Most of my friends are Jewish atheists. There
are also some ex-Catholic atheists and few other denominational non-believers. (I’ll put my Buddhist ones aside since of them
I know not). I devoutly believe it is more likely for an atheist to be
religious than those observant of a religion. Or to put it another way in order
to have a religious experience it helps not to have a religion.
A house of worship is one of
the least likely places to be lifted to an, aha
dimension. I regard fundamentalist orthodoxies as a form of mental illness or
at least some sort of neurosis. Those whom I’ve encountered seem to have a
desperate need for the absolute with no room for doubt or deviation.
The noun, religion, has been
so degraded by hollow ritual, hypocrisy, fables, divisiveness and irrelevance that only the
adjective survives for me. Even then I wish for another word. Our vocabulary is
impoverished in expressing spiritual, numinous or transformational moments.
In my view organized religion has usurped and subverted the true experience which I regard as touching one's soul. We are asked to park our brains outside. The congregation of the lost hungers for that other realm but must settle for warmed over passages which numb the mind separating instead of joining with people outside those walls.
Maybe this is as it should be
since these special happenings are beyond articulation. They can be described
but not explained. However I think those soulful instances where one feels most
aligned and lifted might be more recognized if we had the words to say it.
If I’ve stepped on sacred
toes talking about that which we are never to speak God help me. It seems to me
the very subject we ought to share. I have this need to turn around the negative
of non-theism into something positive.
The atheism I embrace is not simply
a statement of rejection of a Godhead. It is an affirmation of humanity. Walls
of temples are not sacred, nor icons and edifices, nor days of the calendar,
nor ancient texts and their poetry-turned-literal. Life is holy. The natural
world deserves our reverence. How we are stewards of the planet is religious;
how we care for one another through generosity and forgiveness, how we open our
hearts to suffering, how we love and receive each other…these are among the
daily opportunities given us to go beyond.
Art embodies all this. Music,
dance, visual pieces and the written or spoken word offer a chance to connect.
But there is also art in our dailiness. In the close listening and the bearing
of witness there is a devotion I call my religion, Humanism.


YOUR TASK:
Only one stretch of the data below is wanted: the lines from the one with "Image dimensions: 1024×768. Find *house*." through the one with "Isolate *human face* in the image.", repeated exactly.

EXERCISE INPUTS:
== Segment start ==

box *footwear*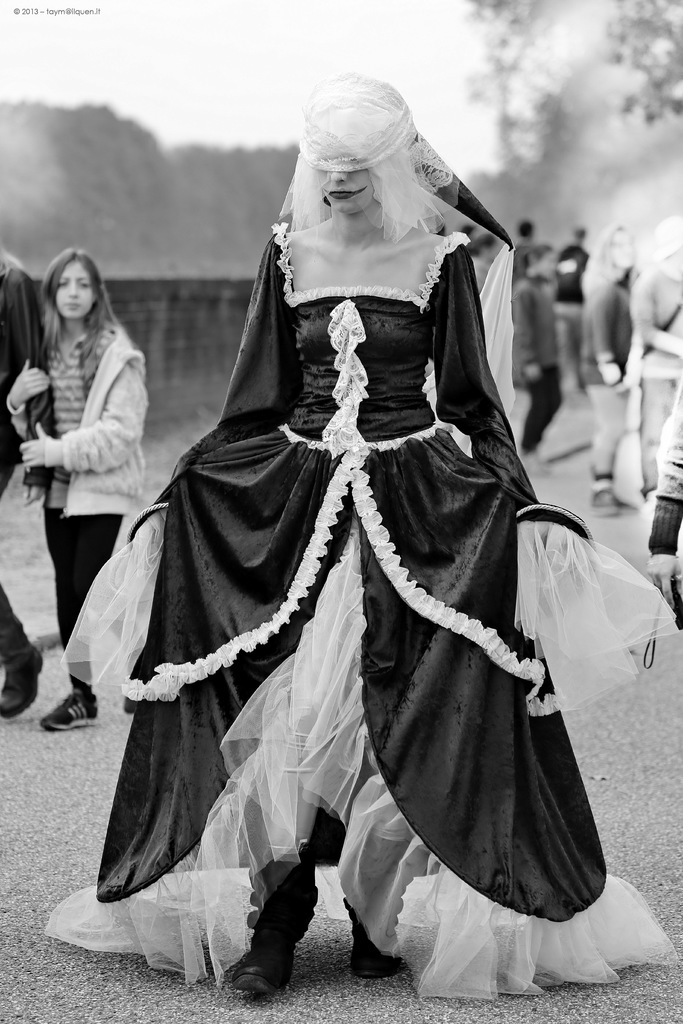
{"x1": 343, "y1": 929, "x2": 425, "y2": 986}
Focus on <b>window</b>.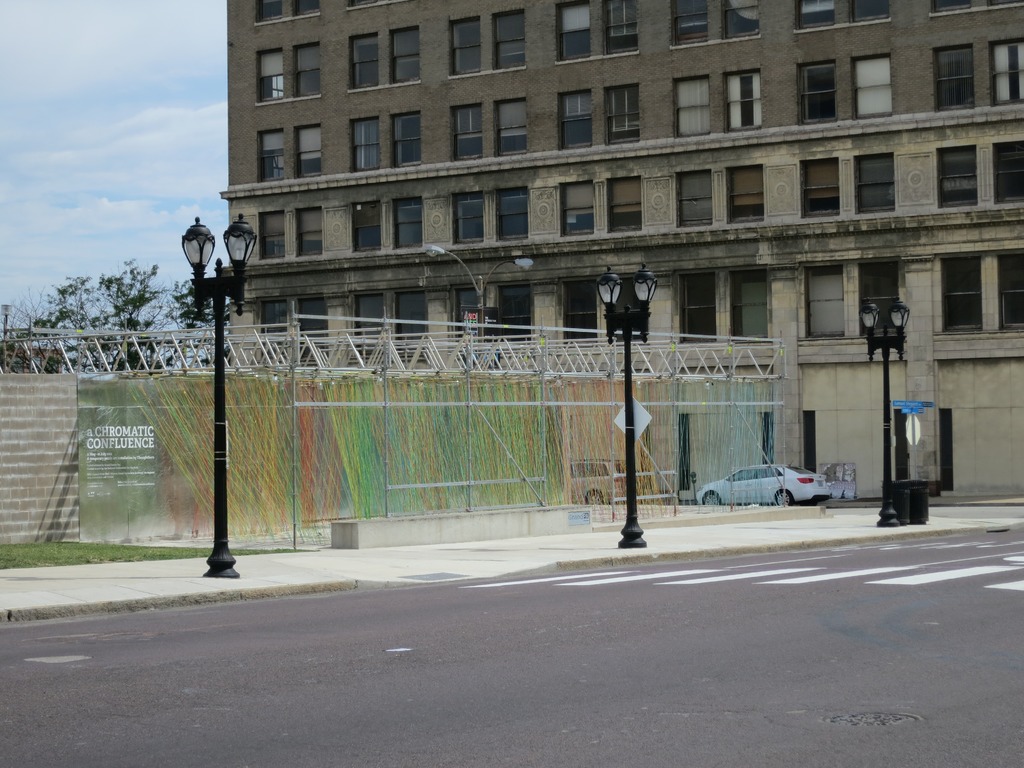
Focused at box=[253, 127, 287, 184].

== Segment end ==
== Segment start ==

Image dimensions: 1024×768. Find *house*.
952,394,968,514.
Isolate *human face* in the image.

== Segment end ==
== Segment start ==

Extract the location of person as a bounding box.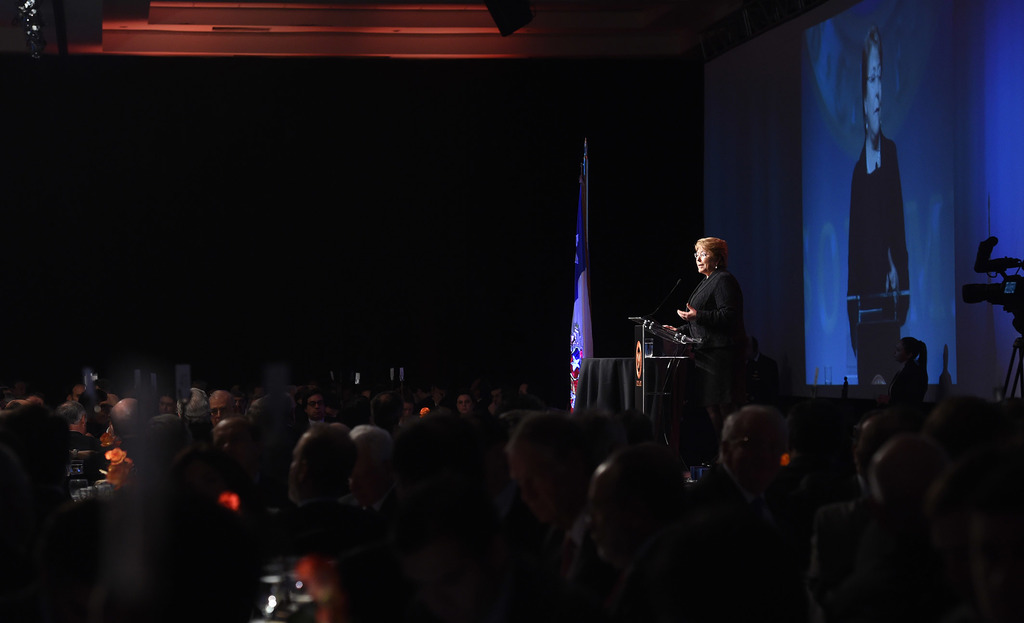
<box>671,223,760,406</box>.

== Segment end ==

PROBLEM SOLUTION:
Image dimensions: 1024×768. Find *house*.
952,394,968,514.
Isolate *human face* in the image.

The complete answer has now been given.